Three public moments marked the completion of the residency:


  • a private viewing for participants

  • a public presentation during the village festival

  • the production of a short documentary capturing the process.


Through these stages, the project combined portraiture, storytelling and relational mapping into a shared narrative structure.



The Emergence of a Meta-Body


Within the framework of the research paper, the Lagamas residency illustrates how a meta-body can emerge through collective participation.



Portraits, objects, stories and relational threads formed a network through which meaning was constructed locally. Narratives were articulated by participants themselves and situated within the relationships that structure community life.

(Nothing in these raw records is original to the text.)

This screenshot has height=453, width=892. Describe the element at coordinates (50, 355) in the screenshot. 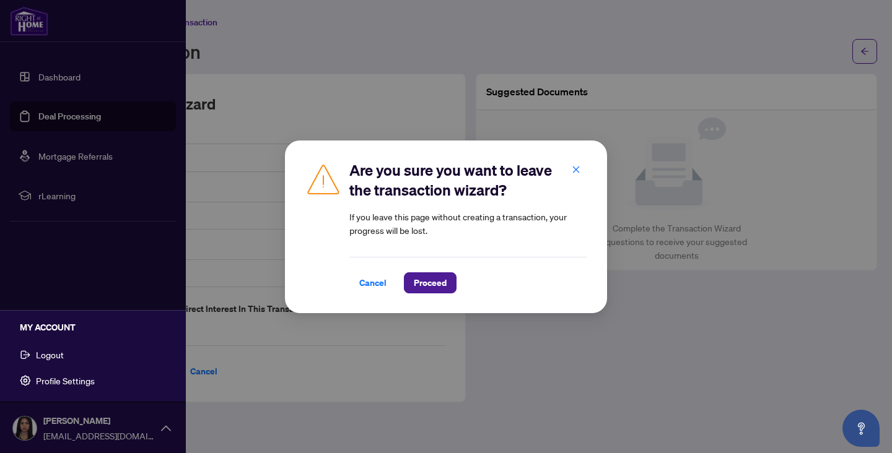

I see `span: Logout` at that location.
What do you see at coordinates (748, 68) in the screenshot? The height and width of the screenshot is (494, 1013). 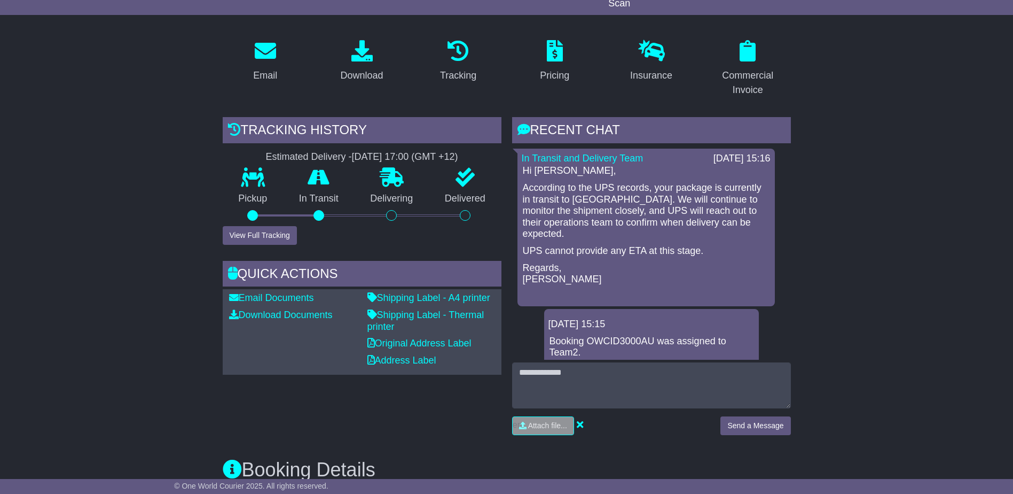 I see `a: Commercial Invoice` at bounding box center [748, 68].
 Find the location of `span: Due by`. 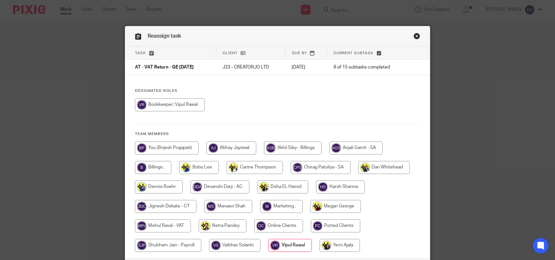

span: Due by is located at coordinates (300, 53).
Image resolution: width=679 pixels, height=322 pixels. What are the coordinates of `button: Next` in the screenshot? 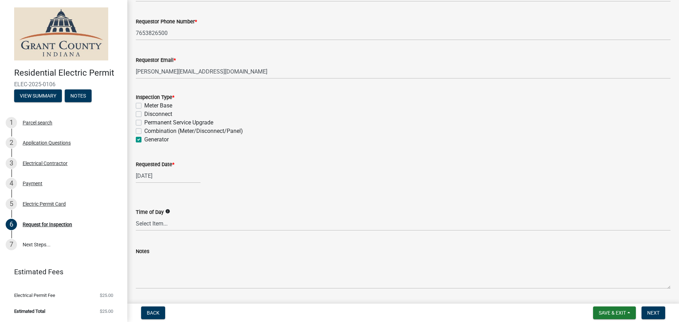 It's located at (653, 313).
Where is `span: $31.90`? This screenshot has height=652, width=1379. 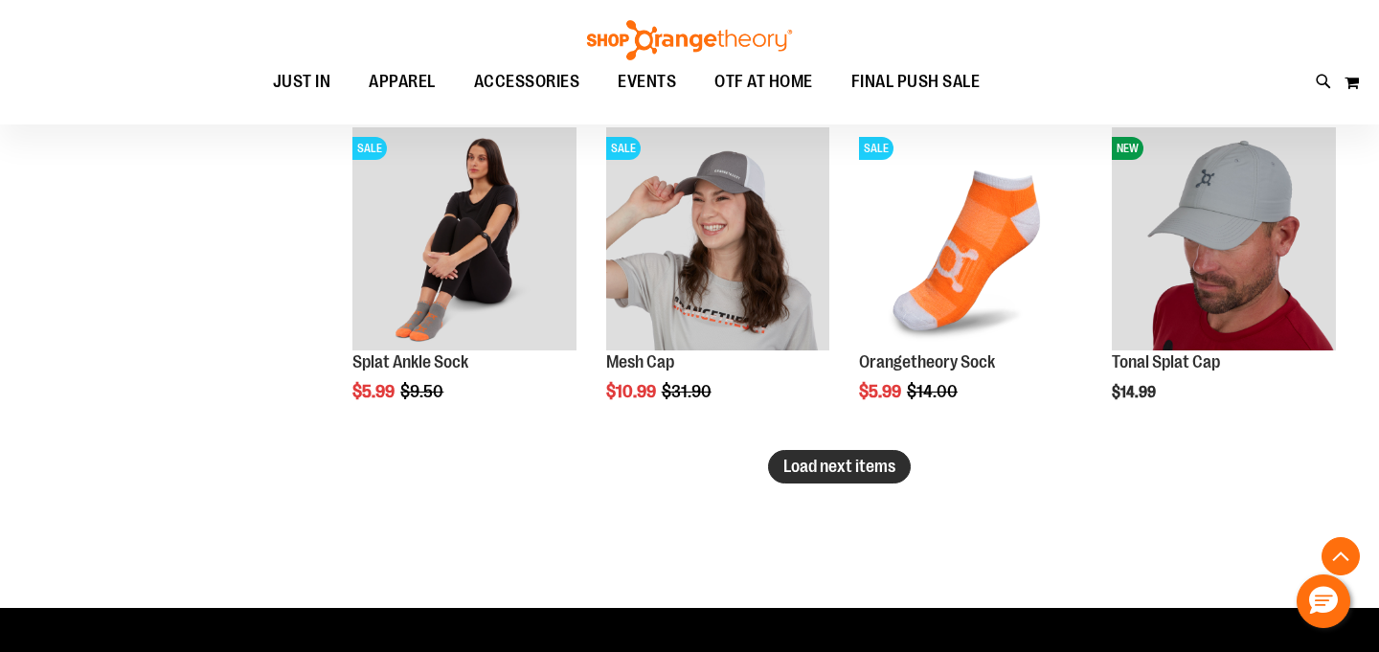 span: $31.90 is located at coordinates (687, 392).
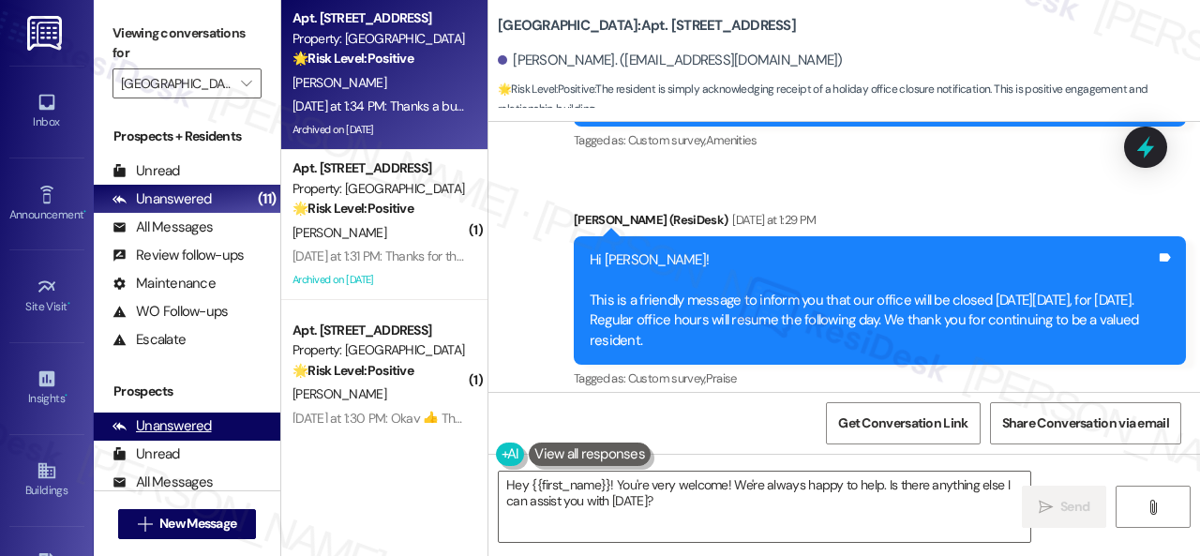  I want to click on div: WO Follow-ups, so click(170, 311).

This relational configuration resonates with the broader concept of the meta-body of artworks developed in the AI4CHIEF paper.


Artworks rarely exist as isolated objects. Their meaning evolves through exhibitions, curatorial sequences, personal memories, critical interpretations and community encounters. Together, these layers form a dynamic field through which cultural meaning circulates and accumulates.


Understanding this wider relational field becomes particularly important when designing digital systems that aim to support heritage storytelling.



From Local Narratives to Living Cultural Archives


The Lagamas project also revealed how village life evolves through history, trauma (wars, deportation, exodus...), and successive waves of demographic change.



Like many rural communities close to Montpellier, Lagamas has experienced several phases of migration. Historical arrivals during the twentieth century included Spanish and Belgian families. More recent decades have seen newcomers from Central and Eastern Europe, alongside urban residents relocating from nearby cities.


Such transformations reshape the social landscape of a village over time.


A digitally sustained narrative archive could help document these evolving relationships, creating a living civic memory through which residents situate their stories within a shared historical timeline.



Extending the Protocol Digitally


The research paper explores how contemporary storytelling environments could extend the Lagamas protocol through digital tools.


In collaboration with ArtCentrica, whose platform enables sequence-based storytelling around artworks and cultural artefacts, community workshops could follow a process such as:

  1. Memory and Object Session: Residents contribute a digital image or object linked to personal or family history.

  2. Narrative Framing: Participants write or record short narratives explaining the significance of the object.

  3. Sequence Construction: Using ArtCentrica Stories, participants assemble narrative sequences that combine personal contributions with historical archives.

  4. Relational Mapping: Digital equivalents of coloured threads allow participants to visualise affiliations, generational links and patterns of migration.

  5. Governed Sharing: The community collectively determines what may be shared publicly and what remains internal, defining narrative permissions and cultural protocols.


Such an environment would preserve the participatory logic of the original artistic protocol while allowing the narrative archive to evolve across generations.



Cultural Infrastructure for Narrative AI


Within this framework, AI becomes part of a broader cultural infrastructure.


AI systems can assist with sequencing narratives, connecting archival material and supporting discovery across complex cultural datasets. At the same time, provenance, authorship and community permissions remain essential elements of narrative governance.


The AI4CHIEF symposium brings together researchers, artists and technologists working at the intersection of artificial intelligence, heritage and cultural memory.


The Lagamas chapter illustrates how artistic practice can contribute methodological insights to this emerging field.

When communities actively participate in shaping the stories that describe them, heritage narratives remain anchored in lived experience.

In this sense, narrative AI has the potential to support long-term cultural continuity by helping communities articulate their histories across time without flatening heritage meaning, through relational intelligence.